Comment by metaengies
6 hours ago
> Where will they be qualified to work?
Going by a certain story 2 years ago, their concern should be that they're overqualified for Meta.
It doesn't help that gmail, which is the only serious direct competition to outlook, straight up doesn't do "folders" and instead goes with markers. So you can't really just put a filter that drags all the 100 low-priority alerts in what would count as a first degree abstraction of "place where things are sorted into". No, there are two layers of abstraction between point A and B of things, sorter and sorted things. The result? Muggles can't recognize the heck you're describing and refuse to even acknowledge the possibility.
> It doesn't help that gmail, which is the only serious direct competition to outlook, straight up doesn't do "folders" and instead goes with markers.
While true, unless I'm mistaken, markers (I assume you're referring to tags) can be nested to provide a pseudo-folder hierarchy, and with proper filters you can remove the "inbox" tag and have the mail only show up under the specific tag.
TBH I don't fully mind it, it lets you classify an email in multiple ways (eg "See Later" as well as "Work related").
Tags are great but I still want my folders. Also doesn't help that the way google describes some things is unnecessarily complex or confusing. For example, removing an email from the inbox requires archiving it. In most other applications (WhatsApp, Signal, Outlook, etc) archiving usually results in the email being placed in a specific archive folder that isn't readily accessible through the UI. At least not to the same level that normal emails are.
People in my work and personal life experience do not understand the concept of labels in a Google inbox and misname them folders 100% of the time. Google allows you to drag-n-drop emails "into" labels like you would files in folders conflating the issue even more as the logic to automate this behaviour with a filter isn't leveraged. Even the layout of a default inbox is setup in a way that the average user has difficulty understanding what happens when an email drops off the "front page" of their inbox.
They can be nested, the one thing I have never been able to figure out though is how to get alerts of receiving a message while also filing away in a sub folder. You get one or the other in outlook, as a result I rarely check my work email anymore cause I either get the fire hose of spam or miss everything entirety because it's going to a folder and not passing along an alert about a new message.
I partially solve this by using Thunderbird on my laptop. When I get emails on my smartphone (on the Gmail app), they unfortunately all go to the inbox. But the moment I open Thunderbird, it nicely organizes them for me.
I use Thunderbird on both the desktop and Android. Love it.
Perhaps Outlook is difficult to configure. Thunderbird is intuitive.
Gmail still has perfectly functional filters that can be set to auto-apply a label and skip the inbox. They may be called "labels" now, but they still function just as they did when the UI called them "folders"
If a CS graduate can't figure out some simple gmail labels and filters then they should not be awarded that degree. Plain and simple. It's not rocket science.
And there are no other students at any college other than CS students? I'm not sure why a biologist or a literature student would need to be au fait with Google's admittedly fairly unfriendly email management setup.
Digital literacy is important to every field. Email filters are not some arcane computer science concept, they are the modern equivalent of filing physical mail into the right folder/pidgeon hole/inbox/whatever.
Biology is a great example because of just how important digital record management is to experimentation in the field.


Exercise details = Identify all lines in the data containing the string "transport". Copy them out.
##### Supplied data
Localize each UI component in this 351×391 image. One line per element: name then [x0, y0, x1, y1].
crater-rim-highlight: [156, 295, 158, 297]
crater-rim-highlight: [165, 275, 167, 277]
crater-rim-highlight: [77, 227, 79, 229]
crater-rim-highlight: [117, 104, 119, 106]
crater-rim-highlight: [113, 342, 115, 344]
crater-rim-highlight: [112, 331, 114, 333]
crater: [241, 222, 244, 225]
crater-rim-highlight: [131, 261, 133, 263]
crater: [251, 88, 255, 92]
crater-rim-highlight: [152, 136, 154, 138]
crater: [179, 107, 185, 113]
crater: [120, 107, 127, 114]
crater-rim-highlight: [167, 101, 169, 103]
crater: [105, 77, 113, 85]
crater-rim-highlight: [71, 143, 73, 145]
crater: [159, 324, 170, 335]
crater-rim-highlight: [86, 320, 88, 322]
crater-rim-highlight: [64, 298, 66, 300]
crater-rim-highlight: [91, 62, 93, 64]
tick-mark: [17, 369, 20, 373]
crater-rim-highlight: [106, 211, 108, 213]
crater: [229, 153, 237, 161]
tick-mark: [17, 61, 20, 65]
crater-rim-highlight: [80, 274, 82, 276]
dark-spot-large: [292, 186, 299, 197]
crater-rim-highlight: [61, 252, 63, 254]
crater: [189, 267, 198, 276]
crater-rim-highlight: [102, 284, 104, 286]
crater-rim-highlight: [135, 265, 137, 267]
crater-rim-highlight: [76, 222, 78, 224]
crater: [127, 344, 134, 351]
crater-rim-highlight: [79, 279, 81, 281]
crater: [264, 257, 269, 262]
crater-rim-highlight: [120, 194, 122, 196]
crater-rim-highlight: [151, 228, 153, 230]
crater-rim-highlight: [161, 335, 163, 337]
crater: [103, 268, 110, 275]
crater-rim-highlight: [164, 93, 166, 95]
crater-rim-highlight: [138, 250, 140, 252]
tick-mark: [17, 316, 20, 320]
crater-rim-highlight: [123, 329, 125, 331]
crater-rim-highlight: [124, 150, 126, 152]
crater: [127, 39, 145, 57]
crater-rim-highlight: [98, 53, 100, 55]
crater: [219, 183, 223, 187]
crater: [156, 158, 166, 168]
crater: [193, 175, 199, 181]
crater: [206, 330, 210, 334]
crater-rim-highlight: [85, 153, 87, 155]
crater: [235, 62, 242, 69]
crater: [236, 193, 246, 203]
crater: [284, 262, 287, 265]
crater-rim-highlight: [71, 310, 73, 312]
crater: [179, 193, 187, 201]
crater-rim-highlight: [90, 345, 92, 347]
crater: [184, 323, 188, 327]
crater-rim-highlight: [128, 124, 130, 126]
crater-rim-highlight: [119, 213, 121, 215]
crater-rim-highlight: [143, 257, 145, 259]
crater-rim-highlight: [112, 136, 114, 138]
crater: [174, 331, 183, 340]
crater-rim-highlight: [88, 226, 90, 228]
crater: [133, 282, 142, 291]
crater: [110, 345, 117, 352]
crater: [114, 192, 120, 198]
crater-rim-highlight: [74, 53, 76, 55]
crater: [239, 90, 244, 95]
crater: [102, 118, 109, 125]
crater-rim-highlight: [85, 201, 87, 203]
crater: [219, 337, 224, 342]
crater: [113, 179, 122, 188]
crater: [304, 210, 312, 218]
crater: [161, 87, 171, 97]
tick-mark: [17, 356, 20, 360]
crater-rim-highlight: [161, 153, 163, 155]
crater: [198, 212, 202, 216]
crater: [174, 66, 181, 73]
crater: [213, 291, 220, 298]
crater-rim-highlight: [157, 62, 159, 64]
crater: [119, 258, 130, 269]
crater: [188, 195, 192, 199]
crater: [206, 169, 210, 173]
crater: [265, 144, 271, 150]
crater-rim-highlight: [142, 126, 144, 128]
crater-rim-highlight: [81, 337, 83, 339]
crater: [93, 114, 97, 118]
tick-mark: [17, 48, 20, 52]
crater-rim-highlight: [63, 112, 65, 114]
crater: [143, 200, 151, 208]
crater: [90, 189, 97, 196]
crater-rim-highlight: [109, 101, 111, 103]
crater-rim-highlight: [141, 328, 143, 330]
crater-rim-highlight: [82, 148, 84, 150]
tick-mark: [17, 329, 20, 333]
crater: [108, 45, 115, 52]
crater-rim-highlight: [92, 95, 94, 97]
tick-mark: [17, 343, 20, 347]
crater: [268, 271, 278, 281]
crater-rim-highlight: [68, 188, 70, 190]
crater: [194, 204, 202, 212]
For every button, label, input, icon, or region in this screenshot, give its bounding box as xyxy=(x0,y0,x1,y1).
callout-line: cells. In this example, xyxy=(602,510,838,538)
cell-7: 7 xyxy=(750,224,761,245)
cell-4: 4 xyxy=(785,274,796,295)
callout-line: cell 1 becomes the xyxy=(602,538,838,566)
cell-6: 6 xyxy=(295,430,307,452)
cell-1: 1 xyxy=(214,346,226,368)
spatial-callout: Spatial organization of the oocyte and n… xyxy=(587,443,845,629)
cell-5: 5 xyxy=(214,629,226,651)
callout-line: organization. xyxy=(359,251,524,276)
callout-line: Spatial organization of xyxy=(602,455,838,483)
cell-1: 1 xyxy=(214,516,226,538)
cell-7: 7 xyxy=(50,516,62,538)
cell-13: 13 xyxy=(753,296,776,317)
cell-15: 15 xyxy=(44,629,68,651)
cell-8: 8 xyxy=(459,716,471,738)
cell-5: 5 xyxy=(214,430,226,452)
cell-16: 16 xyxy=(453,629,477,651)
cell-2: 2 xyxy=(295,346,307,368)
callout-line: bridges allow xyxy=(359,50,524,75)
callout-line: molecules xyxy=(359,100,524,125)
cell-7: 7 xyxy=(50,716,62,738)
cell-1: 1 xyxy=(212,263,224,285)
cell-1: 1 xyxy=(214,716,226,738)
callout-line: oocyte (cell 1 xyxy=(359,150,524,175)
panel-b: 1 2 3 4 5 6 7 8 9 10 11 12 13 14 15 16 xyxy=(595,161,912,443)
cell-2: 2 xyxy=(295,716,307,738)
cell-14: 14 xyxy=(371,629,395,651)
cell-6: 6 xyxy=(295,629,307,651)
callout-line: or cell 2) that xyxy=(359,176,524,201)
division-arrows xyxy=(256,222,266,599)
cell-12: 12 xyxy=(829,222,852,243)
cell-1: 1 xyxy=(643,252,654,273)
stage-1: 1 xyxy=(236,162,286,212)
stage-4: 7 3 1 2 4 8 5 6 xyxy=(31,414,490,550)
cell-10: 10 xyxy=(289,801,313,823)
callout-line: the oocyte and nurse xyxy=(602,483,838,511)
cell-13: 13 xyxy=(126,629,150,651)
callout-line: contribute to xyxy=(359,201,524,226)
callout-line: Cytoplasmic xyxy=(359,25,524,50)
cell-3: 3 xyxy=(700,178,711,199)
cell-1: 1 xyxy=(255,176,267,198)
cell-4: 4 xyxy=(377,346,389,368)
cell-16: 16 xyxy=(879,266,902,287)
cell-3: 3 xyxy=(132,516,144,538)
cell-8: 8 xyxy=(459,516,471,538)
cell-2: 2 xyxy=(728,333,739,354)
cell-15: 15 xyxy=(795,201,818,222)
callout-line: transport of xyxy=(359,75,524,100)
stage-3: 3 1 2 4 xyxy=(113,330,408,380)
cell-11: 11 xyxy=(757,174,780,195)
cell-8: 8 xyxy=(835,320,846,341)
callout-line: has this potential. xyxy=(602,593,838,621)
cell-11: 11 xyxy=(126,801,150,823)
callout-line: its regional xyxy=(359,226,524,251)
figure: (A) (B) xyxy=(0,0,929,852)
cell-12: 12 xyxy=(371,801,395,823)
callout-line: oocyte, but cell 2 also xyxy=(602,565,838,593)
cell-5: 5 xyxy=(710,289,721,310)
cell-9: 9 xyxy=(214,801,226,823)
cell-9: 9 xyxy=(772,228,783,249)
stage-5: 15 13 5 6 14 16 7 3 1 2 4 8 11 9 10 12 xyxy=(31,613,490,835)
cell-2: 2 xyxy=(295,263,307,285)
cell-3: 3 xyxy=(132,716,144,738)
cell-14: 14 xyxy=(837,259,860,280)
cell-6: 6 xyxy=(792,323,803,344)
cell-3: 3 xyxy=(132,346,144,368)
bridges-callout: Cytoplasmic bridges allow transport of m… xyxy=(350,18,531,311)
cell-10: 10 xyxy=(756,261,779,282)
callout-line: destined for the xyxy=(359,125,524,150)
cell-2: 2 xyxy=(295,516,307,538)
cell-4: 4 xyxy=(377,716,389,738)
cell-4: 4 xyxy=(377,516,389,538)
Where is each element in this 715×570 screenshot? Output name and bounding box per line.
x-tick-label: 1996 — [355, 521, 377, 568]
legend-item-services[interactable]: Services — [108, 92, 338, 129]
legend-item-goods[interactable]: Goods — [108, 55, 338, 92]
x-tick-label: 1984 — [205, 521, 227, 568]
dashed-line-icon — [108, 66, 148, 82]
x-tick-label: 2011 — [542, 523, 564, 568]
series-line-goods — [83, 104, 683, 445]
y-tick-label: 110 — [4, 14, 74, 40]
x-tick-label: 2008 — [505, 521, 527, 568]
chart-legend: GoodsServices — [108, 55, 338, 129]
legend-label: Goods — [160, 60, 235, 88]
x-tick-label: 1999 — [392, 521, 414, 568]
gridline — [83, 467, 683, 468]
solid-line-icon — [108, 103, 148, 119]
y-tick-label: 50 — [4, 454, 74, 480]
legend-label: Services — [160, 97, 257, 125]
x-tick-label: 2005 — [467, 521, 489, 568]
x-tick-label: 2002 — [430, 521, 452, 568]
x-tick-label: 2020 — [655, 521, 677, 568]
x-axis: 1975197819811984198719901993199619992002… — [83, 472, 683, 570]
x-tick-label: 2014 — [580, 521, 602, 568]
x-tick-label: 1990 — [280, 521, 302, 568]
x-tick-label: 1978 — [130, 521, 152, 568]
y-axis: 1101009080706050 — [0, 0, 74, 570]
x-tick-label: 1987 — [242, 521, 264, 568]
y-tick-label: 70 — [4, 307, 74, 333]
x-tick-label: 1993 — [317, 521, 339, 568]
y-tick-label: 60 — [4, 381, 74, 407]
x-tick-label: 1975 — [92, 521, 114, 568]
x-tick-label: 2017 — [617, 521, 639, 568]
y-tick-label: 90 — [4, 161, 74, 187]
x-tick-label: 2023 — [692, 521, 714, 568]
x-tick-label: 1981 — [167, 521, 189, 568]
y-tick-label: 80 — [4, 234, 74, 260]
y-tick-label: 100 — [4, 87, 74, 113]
##########
Problem solution =
callout-line: transport of xyxy=(359,75,524,100)
bridges-callout: Cytoplasmic bridges allow transport of m… xyxy=(350,18,531,311)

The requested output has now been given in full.